The House also urged the Attorney General of the Federation and Minister of Justice, the Ministry of Foreign Affairs and all relevant MDAs to provide all necessary financial and other assistance to affected Nigerian citizens in China who wish to seek redress in any local or international court for breach of fundamental rights, loss of property or any other actionable cause occasioned by their maltreatment or discrimination in China.

 

It further mandated relevant Committees to ascertain the extent of violation of rights of Nigerians in China as well as losses arising from such maltreatments and to further engage the Chinese Parliament appropriately to register Nigeria’s National Assembly condemnation of the maltreatment, discrimination and xenophobic attacks against Nigerians in China.

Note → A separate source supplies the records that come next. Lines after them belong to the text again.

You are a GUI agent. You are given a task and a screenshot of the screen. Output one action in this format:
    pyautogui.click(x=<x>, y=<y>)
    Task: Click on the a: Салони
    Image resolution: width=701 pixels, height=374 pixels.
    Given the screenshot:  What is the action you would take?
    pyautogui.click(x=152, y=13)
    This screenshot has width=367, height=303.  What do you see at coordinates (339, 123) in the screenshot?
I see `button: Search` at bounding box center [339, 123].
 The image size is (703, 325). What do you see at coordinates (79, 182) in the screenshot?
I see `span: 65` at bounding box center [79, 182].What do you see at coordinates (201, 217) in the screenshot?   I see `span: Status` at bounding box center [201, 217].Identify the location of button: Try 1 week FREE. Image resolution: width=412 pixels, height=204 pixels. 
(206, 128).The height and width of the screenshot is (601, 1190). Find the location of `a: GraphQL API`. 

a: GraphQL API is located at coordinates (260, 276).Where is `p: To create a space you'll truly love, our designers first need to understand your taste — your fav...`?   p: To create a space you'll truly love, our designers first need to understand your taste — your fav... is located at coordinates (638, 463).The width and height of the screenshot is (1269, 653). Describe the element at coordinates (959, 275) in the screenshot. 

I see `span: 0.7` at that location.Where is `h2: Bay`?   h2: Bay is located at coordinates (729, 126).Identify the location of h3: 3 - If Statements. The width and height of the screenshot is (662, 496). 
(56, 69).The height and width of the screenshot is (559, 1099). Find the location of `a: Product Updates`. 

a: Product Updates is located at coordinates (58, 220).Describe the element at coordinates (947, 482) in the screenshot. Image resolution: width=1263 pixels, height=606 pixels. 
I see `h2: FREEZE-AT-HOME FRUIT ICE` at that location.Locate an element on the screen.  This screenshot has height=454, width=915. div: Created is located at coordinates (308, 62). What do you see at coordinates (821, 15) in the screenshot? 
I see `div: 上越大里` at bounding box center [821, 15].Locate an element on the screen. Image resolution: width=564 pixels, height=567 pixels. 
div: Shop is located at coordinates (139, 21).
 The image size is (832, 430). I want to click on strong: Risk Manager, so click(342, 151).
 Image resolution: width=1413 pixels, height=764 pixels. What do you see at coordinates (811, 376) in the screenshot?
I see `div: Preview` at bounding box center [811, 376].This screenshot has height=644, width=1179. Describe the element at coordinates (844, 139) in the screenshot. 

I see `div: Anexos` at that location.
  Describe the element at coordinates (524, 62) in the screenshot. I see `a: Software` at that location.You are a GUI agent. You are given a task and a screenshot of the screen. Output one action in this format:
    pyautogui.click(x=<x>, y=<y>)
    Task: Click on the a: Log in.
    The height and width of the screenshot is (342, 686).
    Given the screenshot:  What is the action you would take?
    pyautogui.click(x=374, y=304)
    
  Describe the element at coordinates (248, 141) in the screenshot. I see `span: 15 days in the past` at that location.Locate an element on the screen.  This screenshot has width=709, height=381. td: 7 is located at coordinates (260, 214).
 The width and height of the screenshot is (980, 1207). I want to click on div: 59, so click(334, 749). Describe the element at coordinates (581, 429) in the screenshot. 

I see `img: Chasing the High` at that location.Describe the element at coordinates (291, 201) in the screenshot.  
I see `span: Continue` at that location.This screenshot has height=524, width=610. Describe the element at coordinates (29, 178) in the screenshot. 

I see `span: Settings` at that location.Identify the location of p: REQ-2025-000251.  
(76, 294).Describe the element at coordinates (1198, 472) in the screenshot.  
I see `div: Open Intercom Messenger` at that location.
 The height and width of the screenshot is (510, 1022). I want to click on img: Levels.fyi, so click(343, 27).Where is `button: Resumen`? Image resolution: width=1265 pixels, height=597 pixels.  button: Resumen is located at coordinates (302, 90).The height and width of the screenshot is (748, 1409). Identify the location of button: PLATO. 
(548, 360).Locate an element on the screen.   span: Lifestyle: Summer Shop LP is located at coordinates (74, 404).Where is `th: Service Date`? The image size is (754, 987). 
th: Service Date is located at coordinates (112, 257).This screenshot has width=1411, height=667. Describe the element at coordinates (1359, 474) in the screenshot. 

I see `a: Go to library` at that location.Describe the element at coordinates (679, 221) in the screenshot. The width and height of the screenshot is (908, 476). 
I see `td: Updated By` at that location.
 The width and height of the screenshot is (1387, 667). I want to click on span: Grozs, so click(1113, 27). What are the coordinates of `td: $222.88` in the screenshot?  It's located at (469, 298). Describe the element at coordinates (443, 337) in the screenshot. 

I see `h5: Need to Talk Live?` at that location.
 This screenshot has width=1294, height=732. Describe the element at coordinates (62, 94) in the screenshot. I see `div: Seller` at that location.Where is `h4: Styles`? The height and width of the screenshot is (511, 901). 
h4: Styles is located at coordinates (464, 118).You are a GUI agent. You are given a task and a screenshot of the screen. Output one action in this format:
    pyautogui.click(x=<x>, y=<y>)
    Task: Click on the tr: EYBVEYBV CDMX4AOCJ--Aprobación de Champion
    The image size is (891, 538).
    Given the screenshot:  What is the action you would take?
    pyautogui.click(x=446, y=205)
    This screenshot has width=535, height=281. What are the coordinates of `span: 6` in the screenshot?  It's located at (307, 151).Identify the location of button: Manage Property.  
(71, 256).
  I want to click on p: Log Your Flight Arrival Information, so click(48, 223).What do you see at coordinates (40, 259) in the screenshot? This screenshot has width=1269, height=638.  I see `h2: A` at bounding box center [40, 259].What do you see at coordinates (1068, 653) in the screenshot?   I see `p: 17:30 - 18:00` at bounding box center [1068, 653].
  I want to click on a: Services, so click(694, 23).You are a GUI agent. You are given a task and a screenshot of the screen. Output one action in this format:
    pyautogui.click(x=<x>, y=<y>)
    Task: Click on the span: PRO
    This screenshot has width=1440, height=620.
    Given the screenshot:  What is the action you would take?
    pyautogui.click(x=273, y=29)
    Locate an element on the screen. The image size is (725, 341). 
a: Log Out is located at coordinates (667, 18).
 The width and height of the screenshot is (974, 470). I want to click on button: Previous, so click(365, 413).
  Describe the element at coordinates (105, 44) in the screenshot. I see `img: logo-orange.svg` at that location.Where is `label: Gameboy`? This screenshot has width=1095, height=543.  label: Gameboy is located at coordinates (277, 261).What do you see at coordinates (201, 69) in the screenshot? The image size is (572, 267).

The committees are also ensure the cessation of such actions by its people and government and that treatments meted to Nigerians are compatible with China’s human rights obligations, and to report back within two weeks for further legislative action.

 

These resolutions followed the unanimous adoption of a motion on: “Maltreatment and Institutional Acts of Racial Discrimination against Nigerians Living in China by the Government of China, sponsored by Benjamin Kalu (APC, Abia) and nine others, during plenary on Tuesday.

 

Moving the motion on behalf of others, Kalu said the House was ware that as a result of the mutually beneficial diplomatic and economic relationship between Nigeria and China, about 10,000 Nigerians, including investors, traders, workers and students, currently reside in and around Guangzhou in the Guangdong Province of the Peoples Republic of China and have generated massive trade volumes between the two countries such that for 2019 alone, the Nigeria-China trade value was worth over $8.6 billion.

 

He said the House recalled that sometime on April 8, 2020, photos and videos appeared on various social media outlets depicting institutionalized acts of racial discrimination, maltreatment, xenophobic assaults, embarrassments, illegal detentions and forceful evictions of Nigerians and other Africans living in Guangzhou.

 

According Kalu, the House is: “concerned that under the pretext of curbing the spread of Covid-19 which ironically originated in Wuhan, China, several kinds of maltreatments of Nigerian citizens in Guangzhou have been perpetrated by Chinese people and authorities including wrongful confiscation of Nigerian International Passports, prolonged and illegal detention of Nigerians in the name of mandatory quarantine despite their having certificates of clean health and no recent travel history, outright refusal to test or release the test results, and the eviction of Nigerians from their homes and hotel accommodations”.

 

The Chairman House Committee on Media and Public Affairs argued that the House was worried that in the exercise of his function of protecting the interests of nationals of a Sending State as provided for under Article 5 of the Vienna Convention on Consular Relations, 1963, the Nigerian Consul General was treated in clear violation of Article 40 of the said treaty which requires the Receiving State to treat consular officers with due respect and to take all appropriate steps to prevent attacks on their persons, freedom or dignity.